Saturday, March 11, 2006

I think I'm losing it

I think it was around six o'clock this morning that I started to wonder if I was cracking up.

That was around the time the phone in the bedroom rang, and I answered it. It was Sam, and he was calling to find out how I was doing. Pretty thoughtful guy, that Sam. I'm doing all right, I told him. Being alone isn't getting to me in the least. And that was when I realized that I was talking out loud to a person I didn't know, on a phone that doesn't exist, in a room all by myself.

Shit, but I had some weird dreams last night. And now they're calling me up to see how I'm doing?

Thursday, March 09, 2006

Reverse influence of children on parents

In our house, sometimes the water flows uphill.

The principles of influence generally apply the way they always have, and you can safely say about the girls, "Oh, she takes after her mother that way" or "She gets that from her father." I take great pride in Evangeline's burgeoning interest in Greek mythology, and there's no doubt that my wife appreciates the relish Rachel has for the outdoors and nature. What parents don't love it when their children emulate them?
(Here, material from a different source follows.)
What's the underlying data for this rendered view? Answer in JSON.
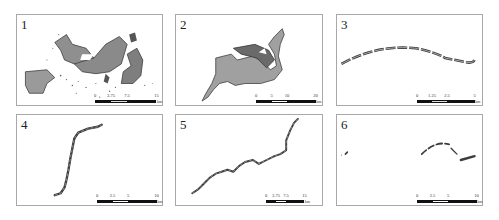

But lately, in my own life, I've seen that sometimes the tree doesn't grow too far from where the apple falls. Every once in a while, the water flows uphill.

Evangeline displayed a flair for artistic self-expression as early as 2 years old. Her interest waned for a few months, but particularly after we lost Isaac, she threw herself into drawing with abandon. We enrolled her in courses at a nearby art academy after she turned 5, and she had her own art exhibit there a year later.

What's curious is how this has affected the others of us. I've noticed in the last few weeks that Rachel has started displaying previously unknown levels of interest in art, particularly when it comes to painting. Tuesday night she painted herself a rainbow with an unmistakable bow shape to it, and when she draws, she's paying more attention to detail than ever before. She's spending more time on her art, and getting better every day. She's becoming an artist.

So am I. On Monday I asked the art instructor enough questions about Evangeline's art supplies that she told me I should just start taking lessons myself. I've noticed that my knowledge of different techniques, and my level of effort, have shot well past the stick-figure level where they effectively lingered for twenty-odd years.

In order to jumpstart Evangeline on the cover for her Roald Dahl research project, I drew my own sloppy copy and was reasonably impressed with the results. I'll never show at the Guggenheim or the Museum of Modern Art, but with a little effort and some coaching, I might actually turn out to be half-decent. It's a shocker.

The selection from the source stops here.